At other times, Speyr expresses concern about Balthasar’s spiritual life and says she sees darkness settling into his soul, a lack of “total love” of God, and his “lack of prayer.”372

Yet, despite her misgivings and regular rebukes, she affirms: “If the Lord and his Mother didn’t hold your hand forcefully … it would be very dangerous for me, because in this moment I view God entirely through you. But it would be absurd to think that you could show me another but the true God.”373

These comments warrant reflection. The mutuality of the total trust in one another’s revelations/ theology/guidance is clear. Each has surrendered a critical ability and has embarked on a path of trust in the revelations and theological interpretations of the other. The fear that Speyr expresses—that Balthasar’s vision of God could be false—which she quickly rejects, is worth noting. It’s possible that Balthasar had to overcome similar fears in what he was receiving from Speyr, although what he expresses is only complete trust.

Balthasar reports that her rebuke of his lack of support led to a conflict with his Jesuit superiors over her “which began the long and painful story of my departure from the Jesuits.”374 Forbidden to any longer go to her house, they continued meeting in his office until he left the Jesuits and moved into her house.375

Martin, Ralph. A Church in Crisis: Pathways Forward (pp. 284-291). Emmaus Road Publishing. Kindle Edition.

Footnotes

Review (April 1979): 81. 361 McClymond, The Devil’s Redemption. I was going to recommend specific chapters in this two-volume work that deal with the esoteric/occult influences, but significant references surface throughout both volumes. If you look at the index, you can pick out what particular chapters might be most relevant to your interests in terms of historical period, denominational influences, etc.

362 See Martin, Will Many Be Saved?, 139.
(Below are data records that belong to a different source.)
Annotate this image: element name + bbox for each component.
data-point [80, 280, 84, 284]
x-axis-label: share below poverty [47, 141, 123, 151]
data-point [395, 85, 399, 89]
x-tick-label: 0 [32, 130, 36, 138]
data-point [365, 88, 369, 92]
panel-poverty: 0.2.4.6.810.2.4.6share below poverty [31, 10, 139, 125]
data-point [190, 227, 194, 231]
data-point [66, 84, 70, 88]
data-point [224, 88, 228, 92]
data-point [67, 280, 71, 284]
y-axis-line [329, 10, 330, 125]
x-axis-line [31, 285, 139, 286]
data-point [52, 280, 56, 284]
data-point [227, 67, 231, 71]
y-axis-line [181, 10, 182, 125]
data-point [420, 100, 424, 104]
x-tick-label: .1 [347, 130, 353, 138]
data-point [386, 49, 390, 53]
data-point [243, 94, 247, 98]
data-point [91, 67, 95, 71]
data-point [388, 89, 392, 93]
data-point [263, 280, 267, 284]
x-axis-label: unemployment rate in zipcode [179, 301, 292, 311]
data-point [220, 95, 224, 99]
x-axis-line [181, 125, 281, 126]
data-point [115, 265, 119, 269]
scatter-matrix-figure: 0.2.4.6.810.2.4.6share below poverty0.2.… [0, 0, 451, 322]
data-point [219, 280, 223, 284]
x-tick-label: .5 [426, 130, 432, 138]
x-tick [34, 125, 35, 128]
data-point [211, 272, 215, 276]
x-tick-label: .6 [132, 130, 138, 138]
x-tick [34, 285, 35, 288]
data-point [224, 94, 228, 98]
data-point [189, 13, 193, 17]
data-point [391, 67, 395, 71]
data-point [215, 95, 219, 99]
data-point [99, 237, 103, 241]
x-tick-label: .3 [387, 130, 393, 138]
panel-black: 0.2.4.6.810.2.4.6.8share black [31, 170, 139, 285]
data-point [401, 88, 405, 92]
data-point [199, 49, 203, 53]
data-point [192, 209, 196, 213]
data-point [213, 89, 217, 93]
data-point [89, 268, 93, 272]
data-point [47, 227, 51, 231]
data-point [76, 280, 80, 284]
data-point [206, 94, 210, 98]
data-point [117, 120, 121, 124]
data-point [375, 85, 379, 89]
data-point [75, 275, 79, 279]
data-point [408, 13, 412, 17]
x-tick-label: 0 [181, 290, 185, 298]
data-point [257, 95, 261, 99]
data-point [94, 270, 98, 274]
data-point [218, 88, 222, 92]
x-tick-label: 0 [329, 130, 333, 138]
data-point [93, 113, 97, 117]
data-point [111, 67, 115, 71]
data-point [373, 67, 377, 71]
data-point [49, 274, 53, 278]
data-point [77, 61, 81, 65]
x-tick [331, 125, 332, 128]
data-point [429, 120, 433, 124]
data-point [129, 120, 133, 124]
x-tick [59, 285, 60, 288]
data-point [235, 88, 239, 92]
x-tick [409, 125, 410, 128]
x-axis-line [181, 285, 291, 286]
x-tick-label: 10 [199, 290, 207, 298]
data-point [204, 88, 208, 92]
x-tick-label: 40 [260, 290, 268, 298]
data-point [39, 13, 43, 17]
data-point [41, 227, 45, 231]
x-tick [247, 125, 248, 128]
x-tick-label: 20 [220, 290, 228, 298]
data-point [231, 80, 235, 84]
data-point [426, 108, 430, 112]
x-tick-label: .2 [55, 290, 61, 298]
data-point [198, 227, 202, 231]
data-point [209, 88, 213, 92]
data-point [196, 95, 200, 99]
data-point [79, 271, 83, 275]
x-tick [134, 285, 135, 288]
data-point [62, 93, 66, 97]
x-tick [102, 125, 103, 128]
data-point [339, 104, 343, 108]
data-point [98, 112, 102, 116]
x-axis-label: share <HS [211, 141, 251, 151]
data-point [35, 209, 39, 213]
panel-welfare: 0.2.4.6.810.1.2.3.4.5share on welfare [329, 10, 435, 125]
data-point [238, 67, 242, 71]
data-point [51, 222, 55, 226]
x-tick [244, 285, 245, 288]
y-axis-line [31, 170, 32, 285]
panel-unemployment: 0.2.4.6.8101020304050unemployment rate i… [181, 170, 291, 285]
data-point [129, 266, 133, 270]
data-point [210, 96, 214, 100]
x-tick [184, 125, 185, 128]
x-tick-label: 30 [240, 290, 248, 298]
363 All of the quotations, and some of the commentary, for this chapter can be found in Ralph Martin, “Balthasar and Speyr: First Steps in a Discernment of Spirits,” Angelicum 91, no. 2 (2014): 273–301. This article, which traces the influence of Speyr on Balthasar and his thought, was published in Angelicum, the theological journal of the Pontifical University of St. Thomas Aquinas in Rome. It’s also available at the EBSCO host research database. The conclusions from this article are totally based on Balthasar’s own published descriptions of what happened in the relationship and how important it was for him.

364 H. Balthasar, First Glance at Adrienne von Speyr, trans. A. Lawry and S. Englund (San Francisco: Ignatius Press, 1981), 13.

365 H. Balthasar, Our Task: A Report and a Plan, trans. J. Saward (San Francisco: Ignatius Press, 1994), 14. 366 Balthasar, Our Task, 70, 72–73. 367 J. Roten, “The Two Halves of the Moon,” in Hans Urs von Balthasar: His Life and Work, ed. D. Schindler (San Francisco: Ignatius Press, 1991), 73.

368 Balthasar, Our Task, 19.

369 Balthasar, First Glance, 185–186. 370 Balthasar, Our Task, 50–51, 54. 371 Balthasar, Our Task, 77–79. 372 Roten, “The Two Halves,” 70.

373 Roten, “The Two Halves,” 82.

374 Balthasar, Our Task, 79.

375 This account of Balthasar’s testimony about his relationship with Speyr and her immense influence on his theological views and personal life decisions is perhaps shocking enough to lead some to wonder if it is accurate and balanced. I can only remind readers to remember that it is all based on Balthasar’s published testimony in the two books he wrote about their relationship—and encourage them to read the whole article cited above, which contains additional information that is as equally shocking as what could fit in this chapter.